The flagship product, the Radeon series of graphics cards, directly competes with NVIDIA's GeForce. The two companies' dominance of the market forced other manufacturers into niche roles.

In addition to developing high-end GPUs (originally called a VPU, visual processing unit, by ATI) for PCs, ATI also designs embedded versions for laptops (Mobility Radeon), PDAs and mobile phones (Imageon), integrated motherboards (Radeon IGP), set-top boxes (Xilleon) and others.

ATI promotes some of its products with the fictional "Ruby" female character, a "mercenary for hire."
Computer animated videos produced by RhinoFX about Ruby on a mission (being a sniper, saboteur, hacker and so on) are displayed at large technology shows such as CeBIT, CES.


* Graphics Solutions - Series of 8-bit ISA cards with MDA, Hercules and CGA compatibility. Later versions added EGA support.

* EGA / VGA Wonder - IBM "EGA/VGA-compatible" display adapters (1987)

* Mach Series - Introduced ATI's first 2D GUI "Windows Accelerator". As the series evolved, GUI acceleration improved dramatically and early video acceleration appeared.

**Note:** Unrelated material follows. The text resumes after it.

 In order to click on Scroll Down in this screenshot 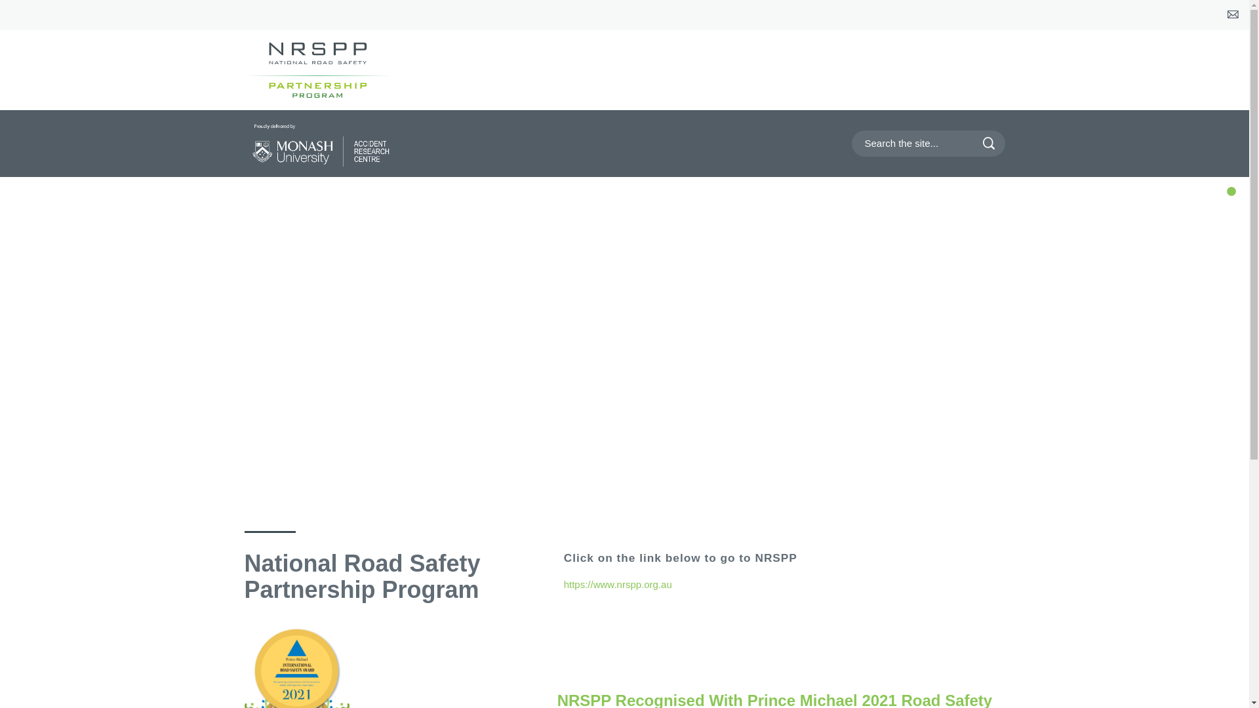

* Rage Series - ATI's first 2D and 3D accelerator chips. The series evolved from rudimentary 3D with 2D GUI acceleration and MPEG-1 capability, to a highly competitive Direct3D 6 accelerator with then "best-in-class" DVD (MPEG2) acceleration. The various chips were very popular with OEMs of the time. The Rage II was used in the first ATI All-In-Wonder multi-function video card, and more advanced All-In-Wonders based on Rage series GPUs followed. (1995-2004)

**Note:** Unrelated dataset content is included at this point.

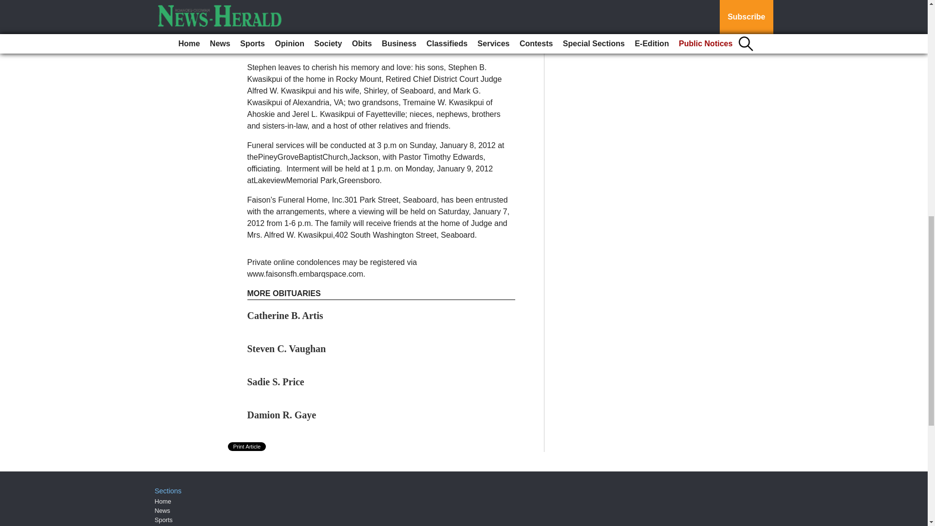 The height and width of the screenshot is (526, 935). Describe the element at coordinates (285, 316) in the screenshot. I see `Catherine B. Artis` at that location.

o Rage Mobility - Designed for use in low-power environments, such as notebooks. These chips were functionally similar to their desktop counterparts, but had additions such as advanced power management, LCD interfaces, and dual monitor functionality. * Radeon Series - Launched in 2000, the Radeon line is ATI's brand for their consumer 3D accelerator add-in cards. The original Radeon DDR was ATI's first DirectX 7 3D accelerator, introducing their first hardware T&L engine. ATI often produced 'Pro' versions with higher clock speeds, and sometimes an extreme 'XT' version, and even more recently 'XT Platinum Edition (PE)' and 'XTX' versions. The Radeon series was the basis for many ATI All-In-Wonder boards.

o Mobility Radeon - A series of power-optimized versions of Radeon graphics chips for use in laptops. They introduced innovations such as modularized RAM chips, DVD (MPEG2) acceleration, notebook GPU card sockets, and "PowerPlay" power management technology.

o ATI CrossFire - This technology was ATI's response to NVIDIA's SLI platform. It allowed, by using a secondary video card and a dual PCI-E motherboard based on an ATI Crossfire-compatible chipset, the ability to combine the power of the two video cards to increase performance through a variety of different rendering options. There is an option for additional PCI-E video card plugging into the third PCI-E slot for gaming physics, or another option to do physics on the second video card.

* FireGL - Launched in 2001, following ATI's acquisition of FireGL Graphics from Diamond Multimedia. Workstation CAD/CAM video card, based on the Radeon series.

* FireMV - For workstations, featuring multi-view, a technology for the need of multiple displays for workstations with 2D acceleration only, usually based on the low-end products of the Radeon series.